The Devin Townsend Project - _Deconstruction_
(Inside Out Music, 2011)
by: Dan Lake (8.5 out of 10)
How does anyone who is not Devin Townsend attempt to analyze music by Devin Townsend? Who can navigate the apparent contradictions and inside jokes, then reply with anything but mixed emotions and question marks? No point asking whether Strapping Young Lad's ferocious face-nuke was meant to be angry or silly -- the answer is yes. One of Townsend's most profound invectives blasts out of the final minutes of the monumentally zany _Ziltoid_ (and if rock music has witnessed any moment more Python-esque than a club full of Townsend devotees shouting "We are all puppets!" then somebody needs to put that shit on YouTube right now). Earnest rock records like _Biomech_ rattle alongside the sneering satire of _The New Black_, which in turn shares the same discography as the near silent _Hummer_. The upshot of this sublimely erratic career output? The relevance of Townsend's music has always been acutely personal, often to the point of being insular, an artifact of Devin's personality submitted by Devin's hands for Devin's approval. Many listeners need to feel more included by their iPod faves; one hopes those befuzzled souls have already moved on.

Released simultaneously with the exquisitely delicate _Ghost_, _Deconstruction_ represents one quarter of the publicly detoxed Devin Townsend Project, which also includes the sober grooving _Ki_ and Abba-meets-Leppard power pop of _Addicted_. Should a person wish to create _Deconstruction_ from scratch (not recommended), the sonic recipe would include chopping up the other three DTP releases, grating a liberal amount of SYL fury over it, and tossing the resulting Dev-salad with a thick dressing of every band in your collection with more progressive tendencies. Plus the Prague Philharmonic Orchestra. And a full Dutch choir.

The combined effect is a 48-ring circus stuffed under a single tent, starring every thought that's crossed every Vancouverite mind since the turn of the millennium. Throughout the proceedings, Townsend steals shamelessly from himself (quotes and references from multiple older works pepper this new one) and from his peers (skipping from the first seconds of "Planet of the Apes" to "Sumeria" might convince a person this is a mixtape of Meshuggah and Gojira tracks). Of course, Townsend avoids cynical (see what I did there?) comparisons by including contributions from members of the very bands he plunders, a prog metal honor roll longer than some bands' setlists.

In 2009, Townsend reported to Decibel writer J. Bennett that _Deconstruction_ was "not a very fun record, lyrically", but what's really no fun is trying to pick apart said lyrics and draw some kind of thematic relationship to the bloated, flatulent Scylla masquerading here as music. The audience is left with the horrifying impression that form fucked function, without ever asking if function enjoyed it. And seriously, how can a record that once bore the working title _Deconstruction of a Cheeseburger_ (quote from title track: "The secrets of the universe are between the buns...") not be fun?

The inevitable question: how well does it all hold together? Dunno yet. I've only listened to it twenty or so times, and something new drops into place each spin. Get back to me after a hundred or so more. Honestly, though, I'm scared shitless that "getting it" might involve losing corporeal cohesion, and how does one bang one's astral head?

Contact: http://www.hevydevy.com/

(article published 22/8/2011)


ALBUMS
10/7/2012 D Lake 8 The Devin Townsend Project - Epicloud
8/22/2011 D Lake 9 The Devin Townsend Project - Ghost
1/4/2010 J Smit 4 The Devin Townsend Project - Addicted
5/29/2009 D Cairns 9.5 The Devin Townsend Project - Ki
GIGS
11/1/2011 D Lake The Devin Townsend Project / The Ocean / Rome Apart Ziltoid Invasion, Good Vibrations
RSS Feed RSS   Facebook Facebook   Twitter Twitter  ::  Mobile : Text  ::  HTML : CSS  ::  Sitemap

All contents copyright 1995-2024 their individual creators.  All rights reserved.  Do not reproduce without permission.

All opinions expressed in Chronicles of Chaos are opinions held at the time of writing by the individuals expressing them.
They do not necessarily reflect the opinions of anyone else, past or present.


▶ **TASK DETAILS**
Keyword search on "explore": report each line of the records that contains it.

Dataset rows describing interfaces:
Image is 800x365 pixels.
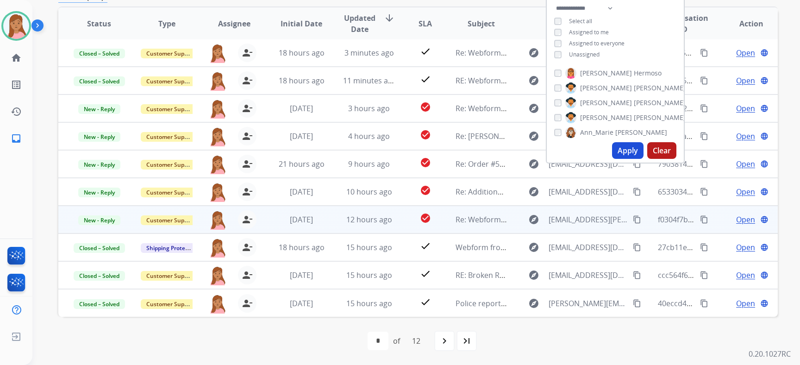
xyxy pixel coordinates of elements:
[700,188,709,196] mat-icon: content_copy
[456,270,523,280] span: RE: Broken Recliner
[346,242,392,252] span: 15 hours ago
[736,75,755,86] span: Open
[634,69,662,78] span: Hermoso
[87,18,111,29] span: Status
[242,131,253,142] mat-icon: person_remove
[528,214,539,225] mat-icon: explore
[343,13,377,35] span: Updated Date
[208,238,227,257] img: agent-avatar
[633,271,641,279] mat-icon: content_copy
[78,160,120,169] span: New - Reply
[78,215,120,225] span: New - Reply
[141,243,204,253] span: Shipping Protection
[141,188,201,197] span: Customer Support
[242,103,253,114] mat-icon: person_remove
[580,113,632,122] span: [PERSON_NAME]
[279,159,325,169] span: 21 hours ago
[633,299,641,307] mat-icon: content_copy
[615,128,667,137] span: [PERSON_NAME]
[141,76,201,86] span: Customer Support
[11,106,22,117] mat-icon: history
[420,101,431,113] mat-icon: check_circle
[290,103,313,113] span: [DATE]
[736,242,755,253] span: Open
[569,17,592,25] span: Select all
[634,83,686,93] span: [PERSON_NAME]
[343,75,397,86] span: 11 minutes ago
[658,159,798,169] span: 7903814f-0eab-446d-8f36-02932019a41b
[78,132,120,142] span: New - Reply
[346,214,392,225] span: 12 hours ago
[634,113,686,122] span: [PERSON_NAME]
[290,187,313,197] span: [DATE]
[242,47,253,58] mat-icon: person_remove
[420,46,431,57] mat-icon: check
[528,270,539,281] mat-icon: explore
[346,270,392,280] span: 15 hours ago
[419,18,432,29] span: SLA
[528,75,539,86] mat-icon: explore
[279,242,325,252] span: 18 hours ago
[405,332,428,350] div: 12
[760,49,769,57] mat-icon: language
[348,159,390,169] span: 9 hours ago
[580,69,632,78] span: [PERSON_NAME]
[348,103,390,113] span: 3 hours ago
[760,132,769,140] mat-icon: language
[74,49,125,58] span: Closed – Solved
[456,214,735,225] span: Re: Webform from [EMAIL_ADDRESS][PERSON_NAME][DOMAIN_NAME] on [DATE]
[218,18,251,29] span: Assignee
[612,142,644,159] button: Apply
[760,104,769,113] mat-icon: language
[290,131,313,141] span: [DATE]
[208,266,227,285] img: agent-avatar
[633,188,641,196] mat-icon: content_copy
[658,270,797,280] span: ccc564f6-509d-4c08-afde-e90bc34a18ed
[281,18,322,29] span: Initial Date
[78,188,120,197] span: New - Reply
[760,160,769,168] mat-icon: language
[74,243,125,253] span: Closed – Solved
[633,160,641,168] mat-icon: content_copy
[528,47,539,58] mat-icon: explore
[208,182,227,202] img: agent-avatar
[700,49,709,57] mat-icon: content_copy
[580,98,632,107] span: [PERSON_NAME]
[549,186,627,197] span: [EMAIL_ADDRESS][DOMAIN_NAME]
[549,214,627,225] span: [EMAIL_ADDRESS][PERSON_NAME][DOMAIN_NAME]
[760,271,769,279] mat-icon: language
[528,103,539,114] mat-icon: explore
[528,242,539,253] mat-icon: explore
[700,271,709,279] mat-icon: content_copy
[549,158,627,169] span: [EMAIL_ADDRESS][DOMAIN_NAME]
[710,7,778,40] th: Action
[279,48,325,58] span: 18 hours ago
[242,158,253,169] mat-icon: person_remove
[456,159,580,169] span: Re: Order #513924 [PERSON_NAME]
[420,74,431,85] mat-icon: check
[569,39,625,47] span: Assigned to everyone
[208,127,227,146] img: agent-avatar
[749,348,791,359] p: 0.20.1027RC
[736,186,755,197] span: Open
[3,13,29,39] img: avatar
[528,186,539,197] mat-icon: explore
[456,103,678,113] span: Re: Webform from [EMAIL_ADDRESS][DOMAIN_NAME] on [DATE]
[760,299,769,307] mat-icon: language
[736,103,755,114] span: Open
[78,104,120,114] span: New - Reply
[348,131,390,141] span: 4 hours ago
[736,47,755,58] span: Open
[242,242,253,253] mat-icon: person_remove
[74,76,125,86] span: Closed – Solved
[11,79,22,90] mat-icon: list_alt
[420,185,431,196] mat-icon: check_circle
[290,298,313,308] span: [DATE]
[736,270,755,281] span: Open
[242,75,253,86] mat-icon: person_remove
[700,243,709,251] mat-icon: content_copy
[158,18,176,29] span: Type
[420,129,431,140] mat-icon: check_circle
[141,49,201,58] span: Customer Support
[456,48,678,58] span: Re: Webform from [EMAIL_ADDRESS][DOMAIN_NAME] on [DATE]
==
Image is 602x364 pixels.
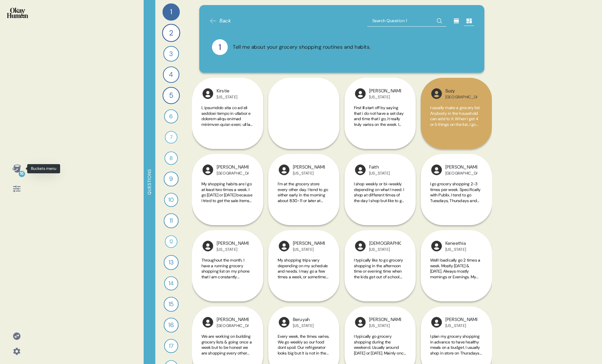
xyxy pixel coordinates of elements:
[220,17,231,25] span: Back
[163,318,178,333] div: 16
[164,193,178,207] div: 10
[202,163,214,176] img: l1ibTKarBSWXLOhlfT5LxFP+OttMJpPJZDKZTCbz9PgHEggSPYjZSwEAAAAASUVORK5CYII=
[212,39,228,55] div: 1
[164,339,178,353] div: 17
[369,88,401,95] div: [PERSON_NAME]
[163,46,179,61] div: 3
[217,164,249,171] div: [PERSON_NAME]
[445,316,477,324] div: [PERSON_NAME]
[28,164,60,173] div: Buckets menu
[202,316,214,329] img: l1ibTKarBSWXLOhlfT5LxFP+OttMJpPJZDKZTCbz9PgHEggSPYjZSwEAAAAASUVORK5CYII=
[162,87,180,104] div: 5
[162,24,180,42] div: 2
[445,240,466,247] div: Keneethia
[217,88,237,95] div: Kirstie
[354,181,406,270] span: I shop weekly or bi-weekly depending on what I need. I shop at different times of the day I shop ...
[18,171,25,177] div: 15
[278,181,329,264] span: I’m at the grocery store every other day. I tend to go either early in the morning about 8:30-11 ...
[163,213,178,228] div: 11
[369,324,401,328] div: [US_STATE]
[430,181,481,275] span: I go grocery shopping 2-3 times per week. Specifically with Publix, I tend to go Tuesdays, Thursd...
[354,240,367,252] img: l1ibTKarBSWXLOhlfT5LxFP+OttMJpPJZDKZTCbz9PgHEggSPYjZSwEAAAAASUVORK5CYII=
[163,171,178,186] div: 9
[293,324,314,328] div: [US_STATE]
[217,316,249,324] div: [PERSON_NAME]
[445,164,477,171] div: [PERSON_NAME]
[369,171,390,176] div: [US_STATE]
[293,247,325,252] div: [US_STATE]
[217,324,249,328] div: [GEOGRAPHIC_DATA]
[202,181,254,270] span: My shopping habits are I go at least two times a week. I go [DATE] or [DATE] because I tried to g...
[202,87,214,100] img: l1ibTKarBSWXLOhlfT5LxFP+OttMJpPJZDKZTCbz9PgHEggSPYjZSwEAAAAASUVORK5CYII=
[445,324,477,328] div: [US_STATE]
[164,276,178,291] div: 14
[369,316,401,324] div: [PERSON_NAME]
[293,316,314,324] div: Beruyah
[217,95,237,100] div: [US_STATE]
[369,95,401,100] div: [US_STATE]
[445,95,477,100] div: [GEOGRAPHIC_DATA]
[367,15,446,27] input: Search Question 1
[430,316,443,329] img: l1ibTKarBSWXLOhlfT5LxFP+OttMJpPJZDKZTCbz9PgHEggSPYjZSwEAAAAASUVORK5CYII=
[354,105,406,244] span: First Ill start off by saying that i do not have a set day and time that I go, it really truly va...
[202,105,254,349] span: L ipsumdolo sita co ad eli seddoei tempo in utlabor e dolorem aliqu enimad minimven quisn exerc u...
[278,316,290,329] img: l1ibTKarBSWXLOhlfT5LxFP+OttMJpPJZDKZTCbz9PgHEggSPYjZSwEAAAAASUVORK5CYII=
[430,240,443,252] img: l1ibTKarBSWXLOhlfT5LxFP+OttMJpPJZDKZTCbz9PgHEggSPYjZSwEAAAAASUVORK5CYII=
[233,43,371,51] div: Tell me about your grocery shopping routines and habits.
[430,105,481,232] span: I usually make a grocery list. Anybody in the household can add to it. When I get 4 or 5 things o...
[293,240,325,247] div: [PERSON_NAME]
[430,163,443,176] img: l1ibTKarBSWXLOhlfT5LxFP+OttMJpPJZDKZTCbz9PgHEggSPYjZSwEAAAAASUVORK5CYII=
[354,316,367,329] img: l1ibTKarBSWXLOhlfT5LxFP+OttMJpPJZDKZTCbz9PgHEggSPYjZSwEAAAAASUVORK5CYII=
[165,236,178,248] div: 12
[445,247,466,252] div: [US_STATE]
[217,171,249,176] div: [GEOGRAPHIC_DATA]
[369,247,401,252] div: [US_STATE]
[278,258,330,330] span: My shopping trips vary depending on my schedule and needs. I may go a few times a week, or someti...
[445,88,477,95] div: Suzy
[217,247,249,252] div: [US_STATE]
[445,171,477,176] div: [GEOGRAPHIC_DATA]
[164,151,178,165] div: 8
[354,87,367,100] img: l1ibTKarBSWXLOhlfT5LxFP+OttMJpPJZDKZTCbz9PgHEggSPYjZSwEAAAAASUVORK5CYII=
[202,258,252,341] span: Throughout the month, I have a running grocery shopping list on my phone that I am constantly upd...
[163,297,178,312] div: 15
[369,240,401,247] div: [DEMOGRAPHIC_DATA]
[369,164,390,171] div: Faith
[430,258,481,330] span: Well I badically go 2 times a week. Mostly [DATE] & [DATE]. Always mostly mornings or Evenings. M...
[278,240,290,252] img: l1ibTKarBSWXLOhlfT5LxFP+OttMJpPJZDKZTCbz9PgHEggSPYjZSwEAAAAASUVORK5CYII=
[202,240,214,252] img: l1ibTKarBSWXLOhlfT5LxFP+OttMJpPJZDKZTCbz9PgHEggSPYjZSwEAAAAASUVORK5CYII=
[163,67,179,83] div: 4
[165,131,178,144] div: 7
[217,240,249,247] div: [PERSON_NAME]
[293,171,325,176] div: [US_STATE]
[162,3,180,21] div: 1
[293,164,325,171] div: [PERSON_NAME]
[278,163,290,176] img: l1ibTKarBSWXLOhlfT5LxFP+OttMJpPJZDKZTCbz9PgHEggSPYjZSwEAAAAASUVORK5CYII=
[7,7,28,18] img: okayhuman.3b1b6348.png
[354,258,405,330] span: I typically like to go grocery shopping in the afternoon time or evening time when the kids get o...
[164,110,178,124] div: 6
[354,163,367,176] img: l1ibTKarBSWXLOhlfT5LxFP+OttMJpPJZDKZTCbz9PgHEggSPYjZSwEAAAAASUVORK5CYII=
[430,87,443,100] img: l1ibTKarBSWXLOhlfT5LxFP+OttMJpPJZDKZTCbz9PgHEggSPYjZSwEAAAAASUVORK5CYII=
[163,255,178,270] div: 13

▶ **TASK SOLUTION**
[528,214,539,225] mat-icon: explore
[528,270,539,281] mat-icon: explore
[528,75,539,86] mat-icon: explore
[528,47,539,58] mat-icon: explore
[528,103,539,114] mat-icon: explore
[528,242,539,253] mat-icon: explore
[528,186,539,197] mat-icon: explore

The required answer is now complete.